**DATA TO EXAMINE:**
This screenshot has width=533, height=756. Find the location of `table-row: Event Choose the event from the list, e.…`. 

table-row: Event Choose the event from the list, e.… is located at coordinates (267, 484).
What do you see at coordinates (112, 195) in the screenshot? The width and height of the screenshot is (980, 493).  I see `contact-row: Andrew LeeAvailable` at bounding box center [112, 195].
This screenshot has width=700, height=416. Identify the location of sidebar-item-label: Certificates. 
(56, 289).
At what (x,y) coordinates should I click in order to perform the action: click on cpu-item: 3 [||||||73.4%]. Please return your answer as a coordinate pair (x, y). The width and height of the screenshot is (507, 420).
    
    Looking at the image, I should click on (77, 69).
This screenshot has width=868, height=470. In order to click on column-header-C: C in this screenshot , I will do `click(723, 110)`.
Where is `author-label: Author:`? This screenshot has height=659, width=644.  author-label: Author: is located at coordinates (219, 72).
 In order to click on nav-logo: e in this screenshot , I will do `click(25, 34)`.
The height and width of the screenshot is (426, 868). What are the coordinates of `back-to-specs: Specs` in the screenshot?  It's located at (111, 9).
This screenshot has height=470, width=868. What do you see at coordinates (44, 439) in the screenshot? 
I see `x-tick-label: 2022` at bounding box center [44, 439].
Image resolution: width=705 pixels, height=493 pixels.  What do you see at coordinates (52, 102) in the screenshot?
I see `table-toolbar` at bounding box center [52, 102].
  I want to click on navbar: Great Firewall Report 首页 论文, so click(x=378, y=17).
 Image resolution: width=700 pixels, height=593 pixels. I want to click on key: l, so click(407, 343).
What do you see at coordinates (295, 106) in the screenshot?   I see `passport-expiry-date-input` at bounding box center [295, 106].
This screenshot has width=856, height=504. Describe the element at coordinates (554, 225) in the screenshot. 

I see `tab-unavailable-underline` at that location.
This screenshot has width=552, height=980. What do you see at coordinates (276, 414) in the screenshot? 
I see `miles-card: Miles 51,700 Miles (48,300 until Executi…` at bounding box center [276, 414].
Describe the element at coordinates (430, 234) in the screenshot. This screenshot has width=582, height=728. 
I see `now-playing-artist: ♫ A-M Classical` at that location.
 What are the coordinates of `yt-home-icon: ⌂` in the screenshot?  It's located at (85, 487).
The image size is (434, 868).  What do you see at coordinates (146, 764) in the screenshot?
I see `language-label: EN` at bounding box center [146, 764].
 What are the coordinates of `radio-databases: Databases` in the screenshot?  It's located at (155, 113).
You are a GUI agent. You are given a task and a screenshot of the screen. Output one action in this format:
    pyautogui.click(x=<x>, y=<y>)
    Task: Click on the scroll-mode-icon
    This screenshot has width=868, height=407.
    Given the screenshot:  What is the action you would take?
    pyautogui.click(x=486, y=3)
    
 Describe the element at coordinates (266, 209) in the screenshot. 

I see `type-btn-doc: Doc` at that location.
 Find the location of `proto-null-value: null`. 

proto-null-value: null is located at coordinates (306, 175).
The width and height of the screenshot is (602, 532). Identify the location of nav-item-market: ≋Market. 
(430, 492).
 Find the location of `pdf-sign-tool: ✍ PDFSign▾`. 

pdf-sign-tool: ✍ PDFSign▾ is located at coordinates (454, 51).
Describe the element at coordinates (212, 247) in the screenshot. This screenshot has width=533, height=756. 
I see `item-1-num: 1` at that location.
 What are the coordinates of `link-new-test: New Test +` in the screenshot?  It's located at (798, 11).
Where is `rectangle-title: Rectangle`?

**DIRECTIONS:** Find the lines in the records that contain the word "Where", then copy every one of them.

**OUTPUT OF THE EXERCISE:**
Where is `author-label: Author:`? This screenshot has height=659, width=644.  author-label: Author: is located at coordinates (219, 72).
Where is `rectangle-title: Rectangle`?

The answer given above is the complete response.